Orville Douglas Denison spent his youth sketching out futuristic aircraft, but in retirement he’s turned pragmatic. His ” aerial fire truck,” a cross between a conveyer belt and a ladder, could help firefighters quickly shuttle victims out of burning buildings.
Denison began studying fire-rescue technology after watching TV coverage of the arena Trade Center evacuations on September 11, 2001. Eventually he turned his focus to the ladders often used for smaller buildings. Firemen began deploying telescoping ladders inside the 1880s, and they haven’t changed significantly since. ” It’s ridiculous to climb up, put someone to your shoulders, and climb down,” Denison says. There had to be a faster way, he thought. So he designed a moving ladder that may be retrofit-ted to trucks to lessen a firefighter’s climbing time by more than half.

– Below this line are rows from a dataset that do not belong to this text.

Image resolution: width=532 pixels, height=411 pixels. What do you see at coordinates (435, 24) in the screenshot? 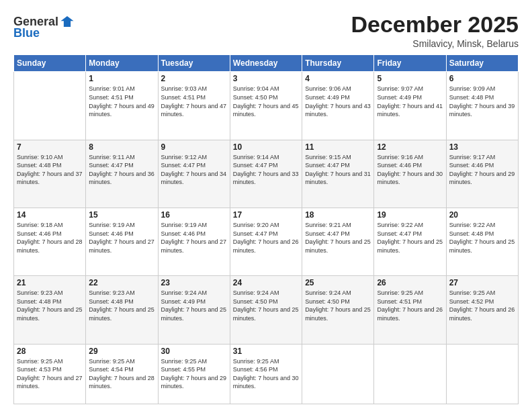
I see `month-title: December 2025` at bounding box center [435, 24].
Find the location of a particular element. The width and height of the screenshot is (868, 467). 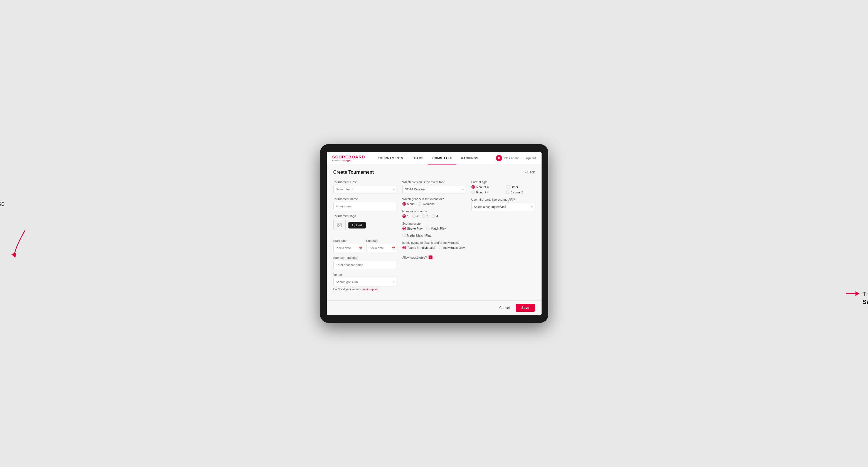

In a rescue, firemen could extend Denison’s hydraulic ladder to windows as high as 113 feet. But in preference to clamber up the ladder, the firefighter would hop on, and the rungs would roll up at 200 feet per minute-more than twice the typical climbing speed of a firefighter weighed down by 130 pounds of substances. The firefighter would ride to a window, load unconscious victims into a rescue bag, hook the bag to the ladder, and shift it into reverse to bring the person to safety. Denison says it could possibly now absorb to 15 minutes, and often several men, to carry one victim down a ladder from 10 stories. He estimates that his ladder could lower four people to the ground in not up to four minutes.
Several firefighting experts praise Denison’s innovative approach, while also nitpicking the design, suggesting that simpler is healthier for rescue technology. But Denison, who has interest from some manufacturers, welcomes the critiques-he’s intent on making his ladder a reality. ” To me,” he says, ” that’s an obvious necessity and a option to an age-old problem.”
As Denison’s new hydraulic ladder extends, it draws additional rungs from in the base unit. The rungs are on rollers that slide on tracks to feed the ladder. Each roller moves independently and is hooked up to a spring-loaded cable that keeps the line taut as the rungs run up and down the ladder at 200 feet per minute.